Dousie described this group as “very motivated by their professions” and the brand campaign as an attempt to sell the Wall Street Journal as a tool to help them take the next step in their careers.
The brand campaign puts the newspaper’s journalism in the spotlight.
“We’re really talking about specific stories, which we haven’t done in a long time and definitely not in this way before.”this Dousie.
The newspaper’s latest branded platform, “Trust Your Decisions,” launched in 2021. Featured stories include boardroom mushroom jobs, an art world dispute, buying gold bars at Costco and dealing with children of celebrities in the office.
The new “It’s Your Business” campaign uses specific locations in New York, Dallas and Miami. Ads telling potential readers to “Make Charger Hacking Your Business” e “Make Electric Vehicle Policy Your Business” they were designed to appear in parking spaces.
An announcement about “sleep divorce” will be placed above a mattress store and another explaining inflation through the price of hot dogs will appear on shopping carts. hot dog. The ads will appear in places with lots of people commuting to and from work, including Penn Station, but also in neighborhoods where the younger audience the paper is targeting “lives and exists”, this Dousie.
This campaign marks the first time that the newspaper is “non-market” in the Bushwick and Lower East Side neighborhoods of New York City. “This is not a campaign spread across Times Square, for example, because that’s not where our target audience lives or interacts,” these.

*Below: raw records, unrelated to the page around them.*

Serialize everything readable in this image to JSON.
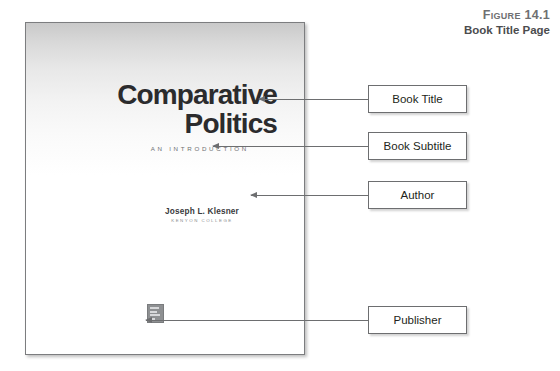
{
  "figure": {
    "label": "Figure 14.1",
    "title": "Book Title Page"
  },
  "book_page": {
    "title_line_1": "Comparative",
    "title_line_2": "Politics",
    "subtitle": "AN INTRODUCTION",
    "author_name": "Joseph L. Klesner",
    "author_affiliation": "KENYON COLLEGE",
    "publisher_logo_alt": "publisher-logo"
  },
  "callouts": [
    {
      "label": "Book Title"
    },
    {
      "label": "Book Subtitle"
    },
    {
      "label": "Author"
    },
    {
      "label": "Publisher"
    }
  ],
  "colors": {
    "caption_label": "#6e6f71",
    "caption_title": "#4b4c4e",
    "title_text": "#2b2b2d",
    "subtitle_text": "#6f7073",
    "author_text": "#3a3a3c",
    "affiliation_text": "#8a8b8d",
    "box_border": "#6d6e70",
    "leader_line": "#6d6e70",
    "page_border": "#7c7d7f",
    "logo_fill": "#8e9092"
  }
}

I asked the newspaper if the paywall would be removed in highlighted articles. The answer was: it depends. Some of the ads include QR codes to direct readers to specific stories. All the highlighted work can be found in the “É Seu Negócio” collection here.
Spokesperson Kamilla Rahman clarified that “Depending on a user’s propensity to subscribe, there is a chance that a user clicking on a story will see the paywall and be prompted to subscribe. Other users, who are visiting the WSJ for the first time, will likely have the opportunity to access these articles for free.”
“This is done intentionally to connect the marketing funnel and engage these new audiences who were interested in the WSJ’s exclusive reporting”declared Rahman.
The newspaper has been through turmoil in recent months, including several rounds of restructuring and layoffs, despite reporting record profits. The newspaper declined to confirm exactly how many jobs were eliminated, but they include roles in the U.S. news desk, the Washington, D.C. bureau and in audio. A new podcast, “WSJ’s Take on the Week,” which debuted in late 2023, has been canceled and its host has left the news organization.
Some questioned the protracted nature of the cuts and editor-in-chief Emma Tucker’s vision for the news organization. Tucker, who will become the first woman to lead the 135-year-old publication in 2023, has been consistent at least in what she says needs to change at the paper. She focuses – occasionally to the irritation of the newsroom – on audience data and has pushed for the newspaper’s work to be less rigid, more accessible and more engaging for a wider audience.
The branded campaign — which features gold bars, mushrooms and hot dogs — seems to fit Tucker’s mandate for more upbeat coverage. Dousie described the ads released on Tuesday as “very much the 1st phase” of what the newspaper hopes to implement.
“This campaign will not be temporary. This is an identity and a campaign line that should exist for many years”, this Dousie. “I always compare election season to our Super Bowl moment — and this [eleição] is obviously a big one. How ‘It’s Your Business’ translates into an electoral context will be very important to us.”
Sarah Scire is a deputy editor at Nieman Lab. Previously, she worked at Columbia University’s Tow Center for Digital Journalism, Farrar, Straus and Giroux, and The New York Times.
Text translated by Bárbara Pinheiro. Read the original in English.